Keyword: evolutionary psychology

What Depression Is For March 4, 2010

Host: Armand DiMele

Depression may not be a malfunction but a feature. Armand DiMele draws on Darwin, Aristotle, and evolutionary psychologists to argue that rumination and low mood serve real purposes: protecting us from greater pain, spurring creative insight, and forcing honest self-examination. Callers share how accepting depression freed them.

The Genius of Instinct with Henry Weisinger June 16, 2009

Host: Armand DiMeleGuests: Henry Weisinger, Stephanie D'Ambra

Our instincts are not primitive liabilities but hardwired tools for success that evolution refined over hundreds of thousands of years. Henry Weisinger, author of The Genius of Instinct, walks through six key instincts with Armand and Stephanie D’Ambra, LCSW, showing how shelter seeking, care soliciting, and emotional vulnerability help people move from merely surviving to genuinely thriving.

The Hidden Life of Sleep and Dreams March 19, 2008

Host: Armand DiMele

Nightmares may be the brain’s rehearsal for survival, not signs of disorder. Armand DiMele draws on evolutionary theory, neuroscience, and Greek mythology to argue that dreams, darkness, and REM sleep are biological necessities our modern world systematically undermines. Callers share vivid shared dreams and relationship anxieties.

The Power of Kindness August 1, 2006

Host: Armand DiMele

Kindness is framed not as a soft sentiment but as evolutionary glue and a cornerstone of sanity. Armand DiMele maps the virtues of a well-balanced person and argues that fear, envy, greed, and jealousy, the classic deadly sins, are precisely what block us from genuine, give-without-getting kindness.

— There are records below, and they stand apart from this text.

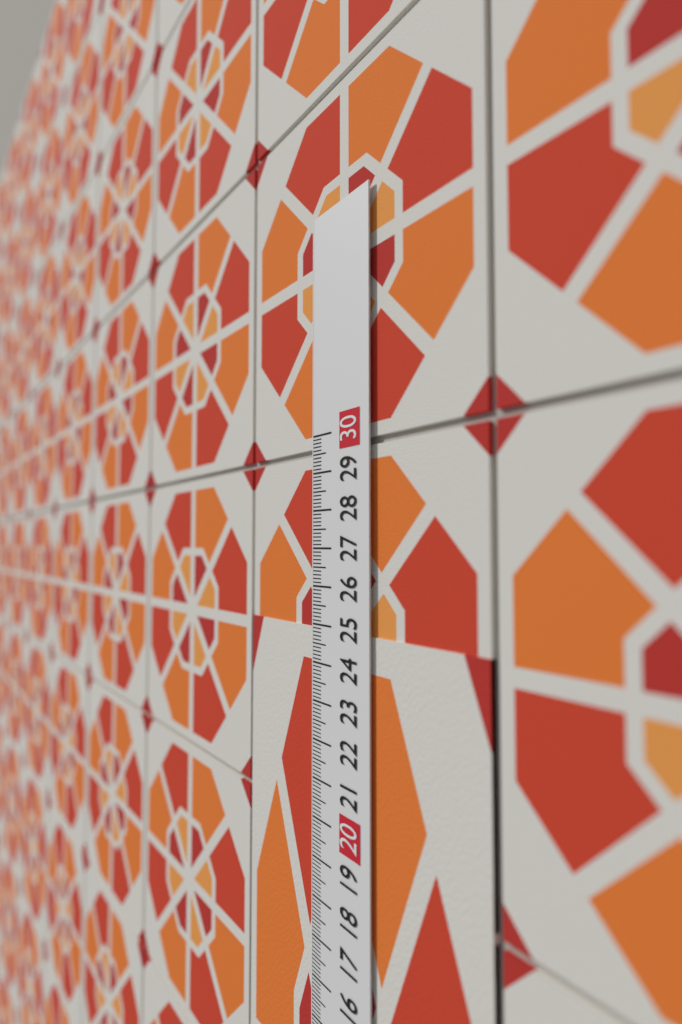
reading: 24.9 cm
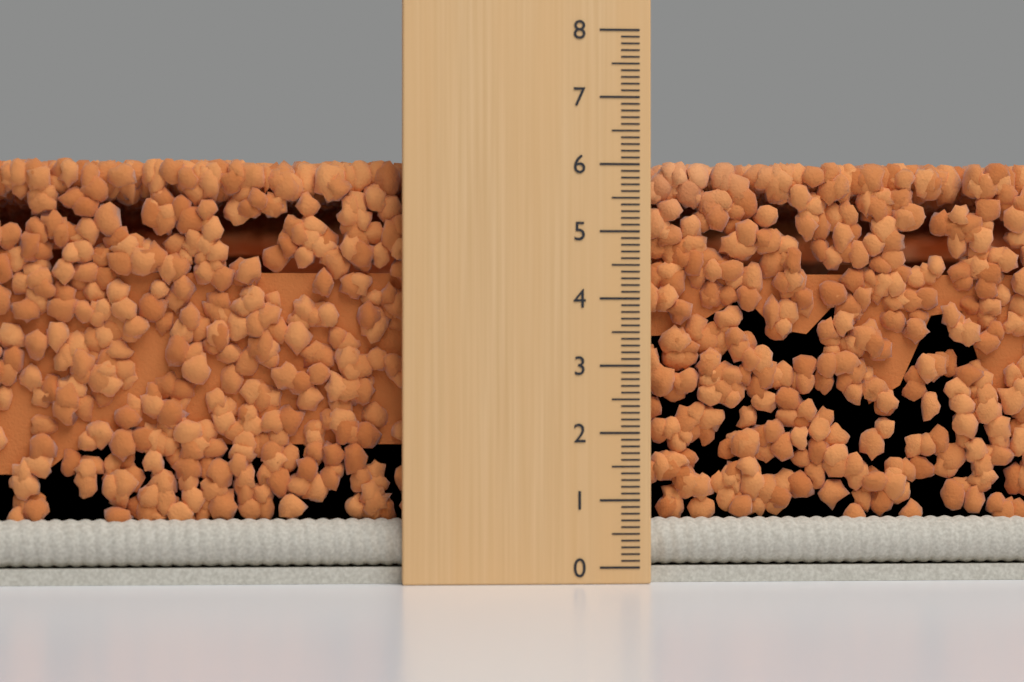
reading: 6.1 (no unit)
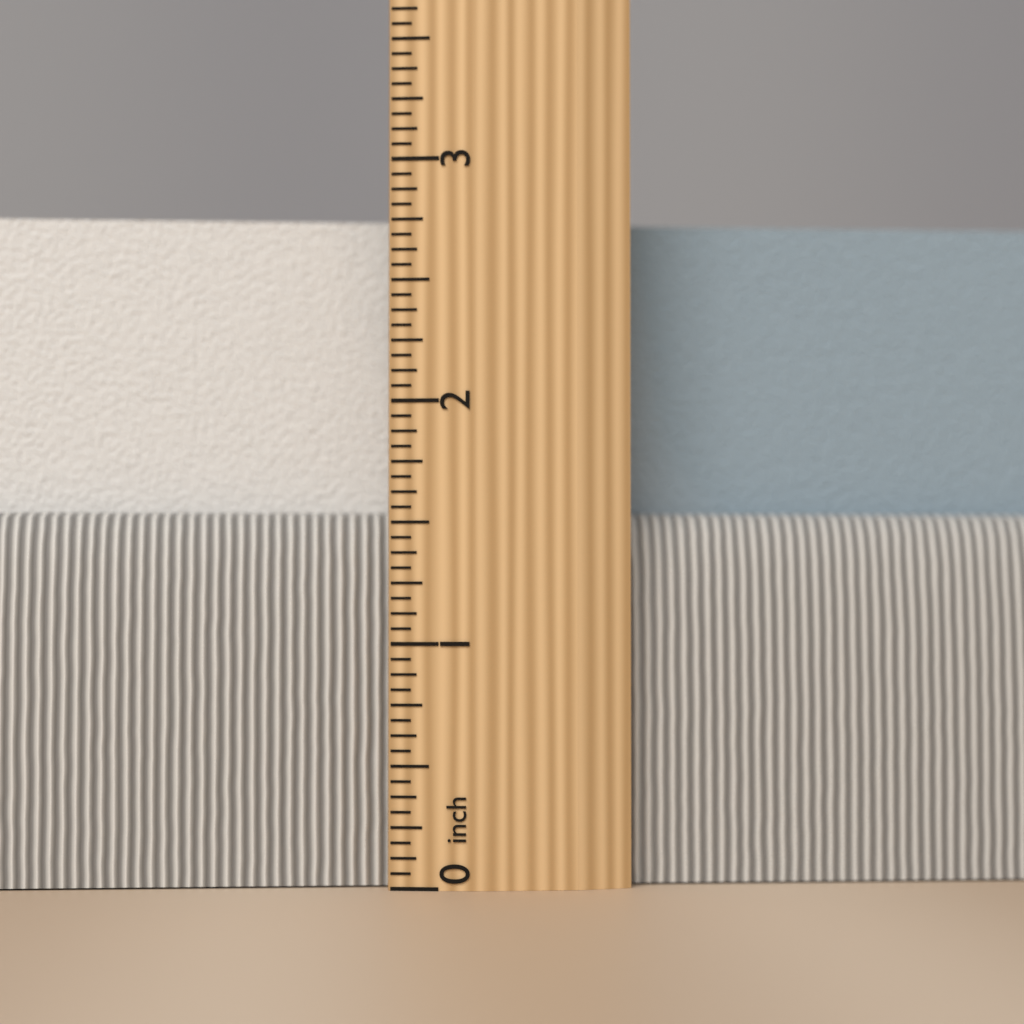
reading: 2.8125 inch
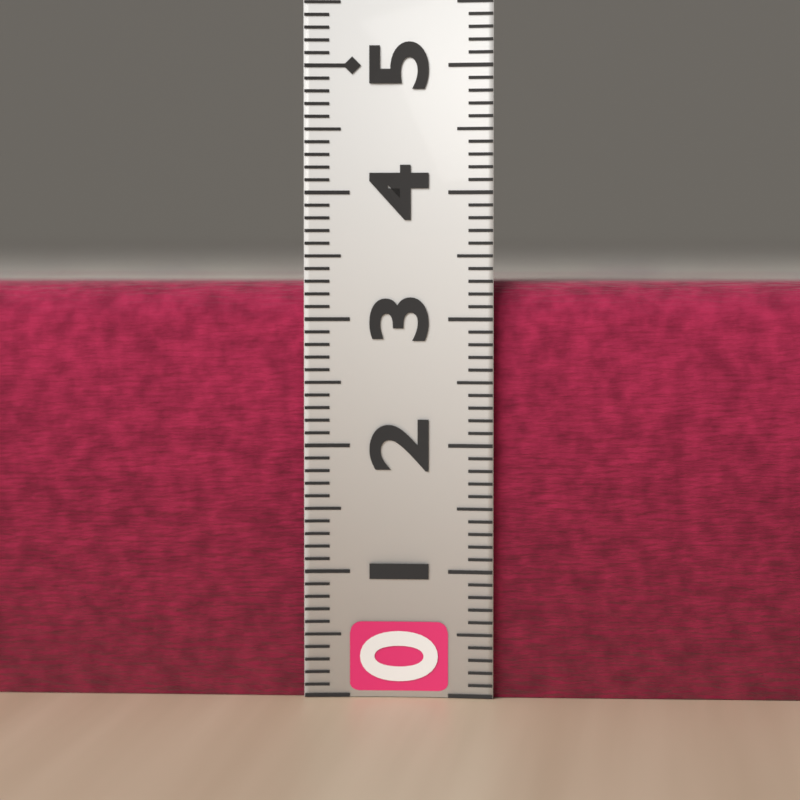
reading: 3.3 (no unit)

Fear Behind Every Difficult Behavior Undated

Host: Armand DiMeleGuests: Roberta Maria Atti

Almost all erratic, confusing, or harmful human behavior traces back to fear. Armand DiMele and co-host Roberta Maria Atti walk through the evolutionary roots of fear, its biochemistry, and how recognizing that someone is frightened rather than attacking changes everything about how we respond to them.